Small houses, how to decorate them with style and elegance

The small houses They are no longer a problem when decorating, well, not so much a problem. In the hug of the Corsa Mountains, 620 meters of altitude, to the south of cut and north of Ajaccio, the old town of Muracciole does not have more than thirty inhabitants throughout the year. Here, in an old stone building of the nineteenth century, typical of this part of Corsica, where the thick granite walls are erected as bastions against the ravages of time, the architect Charlotte Carrasco undertook the renewal of an apartment in the town of Muracciole.

The renewal of a small house of 39 m² composed of two bedrooms, one in the original house and another in a lateral concrete extension built about thirty years ago. “The place was in an advanced state of deterioration, after having been abandoned for many years. The first stage consisted of simplifying and rationalizing the distribution by eliminating superfluous elements. ” The architect will reveal the existing volumes and the hidden functions of the modest square meters reasignanting the rooms. Thinking in terms of volume rather than surface, he created an open space of 28 m² for the living area and a night space with an independent bedroom – a desire of the owner – in the place of the old kitchen, leaving the bathroom where it was.

Thick stone walls, beams and chestnut ceiling such as the entrance door, oak floor: gross materials are combined with others also gross but more contemporary, such as stainless steel on the island B2 (Bulthaup) and kitchen furniture. The enchanted wall presents a photographic diptych entitled Still Life Polaroids of Julien Drach. Suspension lamp Vintage of Baccarat.

BCDF Studio.

A sensory approach

Remembering your childhood in old small houses of people full of heat, coexistence and intimacy, with memories of dark tones, smell of wood and wood soils that creak; Charlotte Carrasco launched the walls to discover the granite stone and thus «rediscover the essence of the building, of the town, so that the soul of the house breathes again.» Highlighting the subtle nuances of each stone as a sculpted palette, the roughness of the granite now exposed becomes for the architect into «a textured canvas on which the light dances and writes shadows.» He accompanied this operation with a renewal of carpentry, doors, windows, framework, beams and structural soil, using the sand jet to reveal the natural patina of the chestnut and oak. The parts of the soil that must be changed are replaced by wood from no more than 25 kilometers away: here everything is restoration, pickled and reuse. The countertop is from Castaño, the doors and oak shelves, all worked by artisans from the surrounding villages.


**TASK TO CARRY OUT:**
Leaving out any pictures, transcribe every record exactly.

**PROVIDED MATERIAL:**
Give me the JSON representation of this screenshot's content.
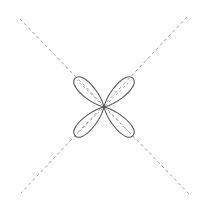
{
  "diagram": {
    "type": "four-lobed polar figure",
    "canvas": {
      "width": 200,
      "height": 204
    },
    "center": {
      "x": 104,
      "y": 107
    },
    "colors": {
      "background": "#ffffff",
      "lobe_stroke": "#555555",
      "axis_dash": "#9a9a9a",
      "inner_dash": "#aaaaaa"
    },
    "axes": [
      {
        "name": "diagonal-nw-se",
        "x1": 20,
        "y1": 19,
        "x2": 190,
        "y2": 195
      },
      {
        "name": "diagonal-ne-sw",
        "x1": 187,
        "y1": 17,
        "x2": 21,
        "y2": 193
      }
    ],
    "lobes": [
      {
        "name": "lobe-upper-left",
        "angle_deg": 225,
        "length": 40,
        "width": 14
      },
      {
        "name": "lobe-upper-right",
        "angle_deg": 315,
        "length": 40,
        "width": 14
      },
      {
        "name": "lobe-lower-left",
        "angle_deg": 135,
        "length": 40,
        "width": 14
      },
      {
        "name": "lobe-lower-right",
        "angle_deg": 45,
        "length": 40,
        "width": 14
      }
    ]
  }
}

**THE COMPLETED TASK:**
Give me the JSON representation of this screenshot's content.
{
  "diagram": {
    "type": "four-lobed polar figure",
    "canvas": {
      "width": 200,
      "height": 204
    },
    "center": {
      "x": 104,
      "y": 107
    },
    "colors": {
      "background": "#ffffff",
      "lobe_stroke": "#555555",
      "axis_dash": "#9a9a9a",
      "inner_dash": "#aaaaaa"
    },
    "axes": [
      {
        "name": "diagonal-nw-se",
        "x1": 20,
        "y1": 19,
        "x2": 190,
        "y2": 195
      },
      {
        "name": "diagonal-ne-sw",
        "x1": 187,
        "y1": 17,
        "x2": 21,
        "y2": 193
      }
    ],
    "lobes": [
      {
        "name": "lobe-upper-left",
        "angle_deg": 225,
        "length": 40,
        "width": 14
      },
      {
        "name": "lobe-upper-right",
        "angle_deg": 315,
        "length": 40,
        "width": 14
      },
      {
        "name": "lobe-lower-left",
        "angle_deg": 135,
        "length": 40,
        "width": 14
      },
      {
        "name": "lobe-lower-right",
        "angle_deg": 45,
        "length": 40,
        "width": 14
      }
    ]
  }
}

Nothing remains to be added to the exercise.